Imagine people experiencing that event first-hand, millions of people in galleries watching the action below, as Dick Cheney and company flush quail. They are there, of course, because Cheney is there. He is famous, the “prominence” value. If it were half a dozen ordinary people out on a hunt, no one would care.
Now the star, Cheney, raises, aims, fires.
Cheney hits a fellow hunter 30 yards away. All in the same instant, the galleries witness 1) something changed, 2) four of the five W’s, and 3) eight of the 12 news values. Immediately they react, to the news story breaking in front of them. They gasp, or shout. They reach for cell phones to call the newspaper. They watch Cheney run to the victim and as he kneels they feel a threat of more change. Is he alive? Dead? Once they know he is alive, they wonder – will he die later?
No one can say. For now, at least, he is alive. But there is one more W: why? Why did this happen? Any one of the hunters, knowing the codes and rules of bird shooting, could give the answer, but the galleries don’t want it from them. They want it from the one they came to see, the star.
What is going through the mind of the Vice President of the United States, an experienced hunter, at that moment?
If he turns to address the galleries, that is the end of the story. There will be stories with follow-up information, that the people, filing out of the galleries, will want to know, concerning the victim’s condition, etc., but it will all be information about that story.
Since the millions can’t come to the news, the news must go to the millions. If it had – had Cheney addressed the millions via the media on Saturday night and Sunday morning – it would have been the end of a small story, except for some follow-up information.
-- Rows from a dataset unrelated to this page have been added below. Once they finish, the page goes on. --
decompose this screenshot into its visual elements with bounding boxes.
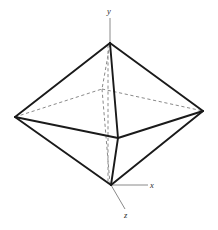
octahedron-drawing <box>0 0 218 230</box>
z-axis-label: z <box>124 211 127 220</box>
x-axis-label: x <box>150 181 154 190</box>
figure-background <box>0 0 218 230</box>
y-axis-label: y <box>107 7 111 16</box>
figure-canvas: y x z <box>0 0 218 230</box>
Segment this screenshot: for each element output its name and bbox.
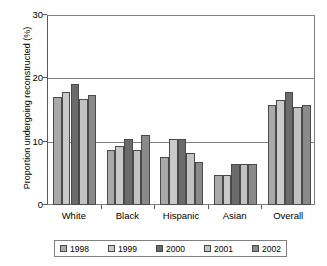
y-tick-mark	[43, 14, 47, 15]
bar-chart: Proportion undergoing reconstructed (%) …	[0, 0, 327, 266]
bar	[115, 146, 124, 205]
legend-label: 2002	[262, 244, 281, 254]
x-category-label: Overall	[261, 210, 315, 221]
legend-swatch-icon	[156, 245, 163, 252]
bar-group	[262, 16, 316, 205]
legend-item: 2000	[156, 244, 185, 254]
legend-item: 1999	[108, 244, 137, 254]
x-category-label: Black	[101, 210, 155, 221]
bar	[268, 105, 277, 205]
bar	[62, 92, 71, 205]
x-tick-mark	[154, 205, 155, 209]
legend-swatch-icon	[60, 245, 67, 252]
bar	[293, 107, 302, 205]
bar	[79, 99, 88, 205]
legend-label: 2001	[214, 244, 233, 254]
bar	[285, 92, 294, 205]
bar	[231, 164, 240, 205]
bar	[169, 139, 178, 205]
legend-swatch-icon	[204, 245, 211, 252]
bar	[160, 157, 169, 206]
bar	[302, 105, 311, 205]
y-tick-label: 0	[3, 199, 43, 210]
bar	[214, 175, 223, 205]
y-tick-mark	[43, 141, 47, 142]
legend-label: 1999	[118, 244, 137, 254]
y-tick-label: 20	[3, 72, 43, 83]
bar	[195, 162, 204, 205]
bar	[141, 135, 150, 205]
legend-label: 1998	[70, 244, 89, 254]
legend-label: 2000	[166, 244, 185, 254]
y-tick-mark	[43, 204, 47, 205]
bar-group	[48, 16, 102, 205]
legend-item: 2001	[204, 244, 233, 254]
bar	[223, 175, 232, 205]
x-category-label: Hispanic	[154, 210, 208, 221]
bar	[124, 139, 133, 205]
bar	[276, 100, 285, 205]
bar	[133, 150, 142, 205]
bar	[248, 164, 257, 205]
x-tick-mark	[261, 205, 262, 209]
y-tick-label: 10	[3, 136, 43, 147]
bar	[178, 139, 187, 205]
bar	[107, 150, 116, 205]
y-tick-label: 30	[3, 9, 43, 20]
y-axis-title: Proportion undergoing reconstructed (%)	[22, 8, 32, 208]
bar	[71, 84, 80, 205]
x-tick-mark	[208, 205, 209, 209]
bar	[53, 97, 62, 205]
legend-item: 2002	[252, 244, 281, 254]
x-tick-mark	[101, 205, 102, 209]
x-category-label: Asian	[208, 210, 262, 221]
y-tick-mark	[43, 77, 47, 78]
bar	[186, 153, 195, 205]
bar-group	[209, 16, 263, 205]
bar	[240, 164, 249, 205]
legend-swatch-icon	[108, 245, 115, 252]
bar-group	[155, 16, 209, 205]
bars-layer	[48, 16, 314, 205]
legend-item: 1998	[60, 244, 89, 254]
chart-legend: 19981999200020012002	[54, 240, 287, 257]
x-category-label: White	[47, 210, 101, 221]
legend-swatch-icon	[252, 245, 259, 252]
bar	[88, 95, 97, 205]
bar-group	[102, 16, 156, 205]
But he chose not to do that.
At the instant of that decision, a second story was born, a story many times bigger than the first story. The media did not decide it was a bigger story. The news definitions, values and W’s – all the province of the people – whirled and clicked, at the instant of decision, into new and stronger positions, particularly in the areas of conflict, prominence, what and why. People wanted to know why the vice president let the second story happen, and what that decision might have had to do with the details of the first story. In that moment, it became the media’s job to provide the public with that information.
Then the new why strengthened the what: what really happened, to make him duck the first story? Thus into conflict crept doubt, one of the most powerful and insidious forms of conflict. It gave his enemies ammunition, his friends (and employer) discomfort, and the entertainers’ jokes. Then came claims of arrogance, drunkenness, swift-boating and decaying partisan support – all of them swelling the “threat” definition of news to front-page strength.
The second story, with all that mass, became much harder to stop than the first story. But stopping it starts at the same place as stopping the first story. The star had to talk to the people. He had to talk to them through the media, which brings us back to the beginning: the reality is, the media did not invent or create any of the definitions and values that made these stories stories.
As always, the interest groups left and right have their own opinions, which they are obligated to publish (see David Brooks’ brilliant essay, Thursday, Feb. 16, The New York Times). Among these is to blame the mainstream media (the “MSM,” the bloggers call it) for various excesses, including creating the story itself. The modern media has many excesses, with which it must deal, but creating the story isn’t one of them, and it is vital that people reject the bloggers’ notions that it is.
It is vital that people, in the face of this misinformation, learn how the mainstream news media works, who it works for, and why.
Journalist, author and educator Michael Grant has been putting his spin on San Diego, and the city putting its spin on him, since 1972. His Web site is at www.michaelgrant.com.